Nazarbayev Urges CIS Revamp

LONDON -- Kazakhstan's president called on Tuesday for the Commonwealth of Independent States to be changed into a smaller grouping that would exclude countries involved in military conflicts.


In a speech to Britain's Royal Institute of International Affairs, President Nursultan Nazarbayev said the new grouping would aim to ensure a "belt of stability" in the area. He suggested the name "Euro-Asiatic Union."


The present CIS, formed after the Soviet Union collapsed at the end of 1991, has 12 members -- all the former Soviet republics except the three Baltic states.


Nazarbayev said the CIS had defied predictions that it would quickly disintegrate and could have bright prospects for economic integration. But he said the time had come to reform it.


This he said, "would ensure the creation in this region of a belt of stability and security." A revamped Commonwealth could play "a really stabilizing role in halting and settling possible conflicts in this zone."


"Existing conditions make it essential to give up the attempt to keep all the states in the CIS," Nazarbayev said.


"In our view, we should create a really working union of states based on a core of countries that could be called the 'Euro-Asiatic Union.'"


Other former Soviet republics could join it if they ceased military actions, observed international agreements, territorial integrity and inviolability of frontiers, and renounced all forms of economic pressure, the Kazakh leader said.


His terms appeared to exclude such CIS members as Azerbaijan and Armenia, which have been involved for the past six years in a conflict over the enclave of Nagorno-Karabakh.

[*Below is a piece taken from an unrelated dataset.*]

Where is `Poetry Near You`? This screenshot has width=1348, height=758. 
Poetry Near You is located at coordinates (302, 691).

He said the new community would need collective peacekeeping forces. Russia has volunteered to act as peace-keeper in the CIS, a proposal viewed with concern by some of its neighbors.


Nazarbayev warned against any attempt to reconstitute the Soviet Union, saying the former Soviet republics had made a "decisive and irreversible choice for sovereign development."

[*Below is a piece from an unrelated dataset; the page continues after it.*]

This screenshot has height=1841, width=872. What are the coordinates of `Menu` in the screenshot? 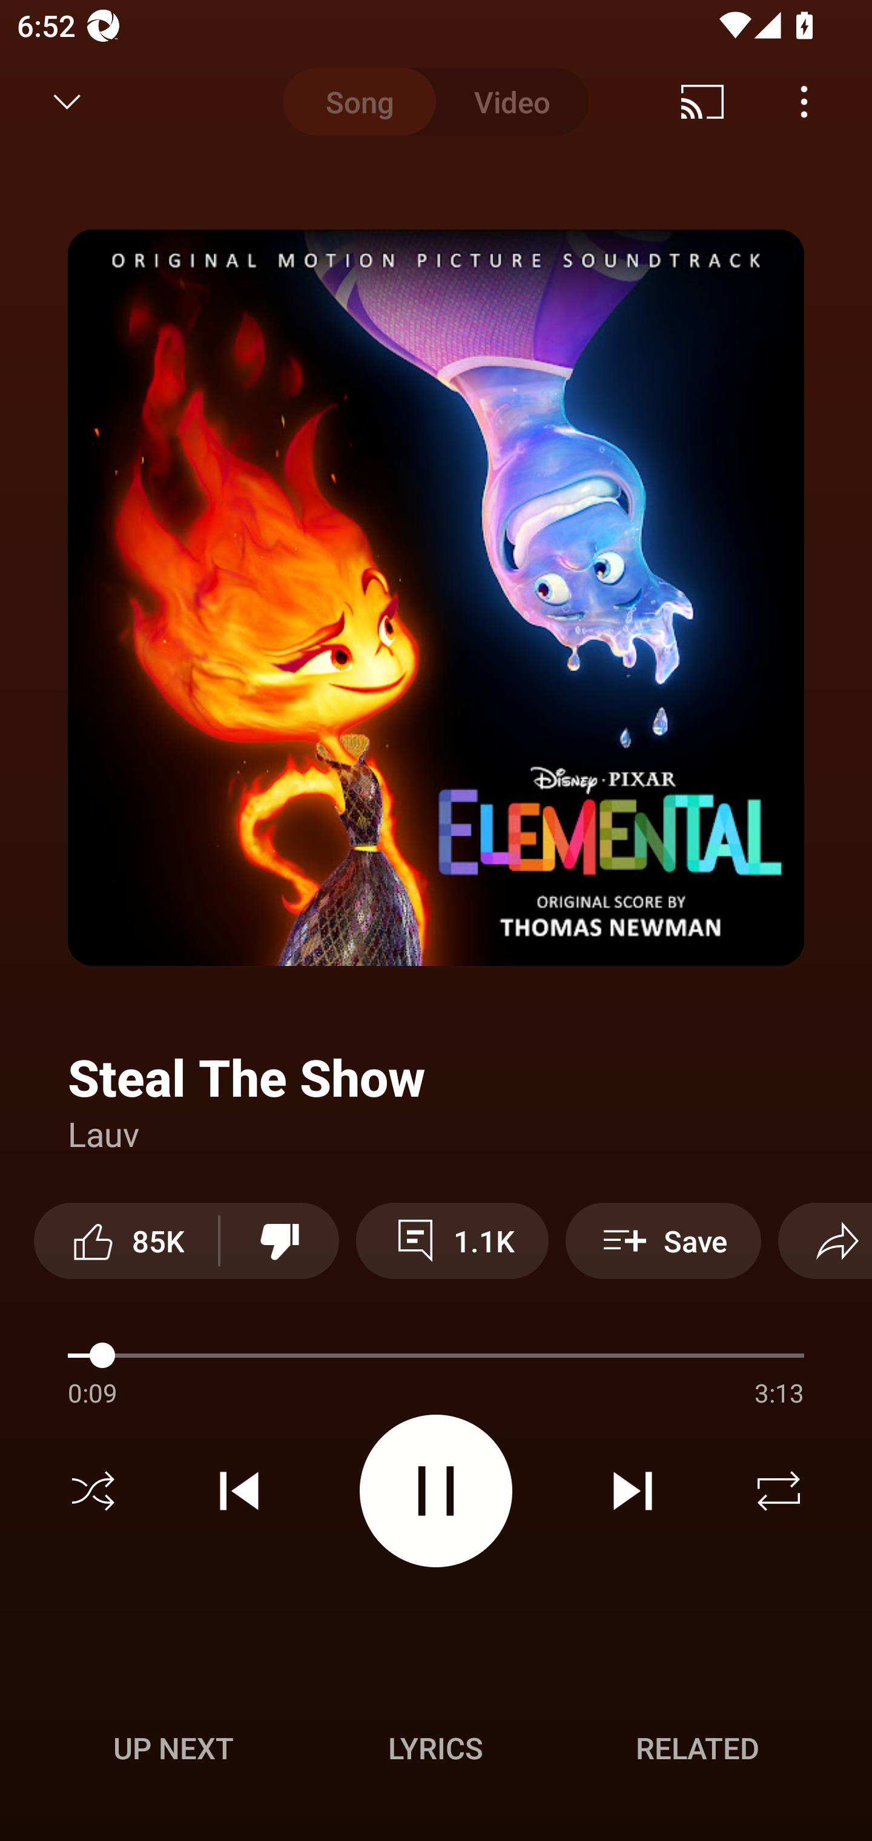 It's located at (804, 101).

In a cautious criticism of Russia, he called on Moscow to clarify its foreign policy, "which at times is hard to predict and often depends on shifts in the political situation."


Nazarbayev defended elections held earlier this month in Kazakhstan, which were criticized by observers for not giving voters a fair choice of candidates.


He said that while they might have fallen short of the standards of Western countries, they were an "indisputable success" for a country which had only just shaken off the yoke of communism.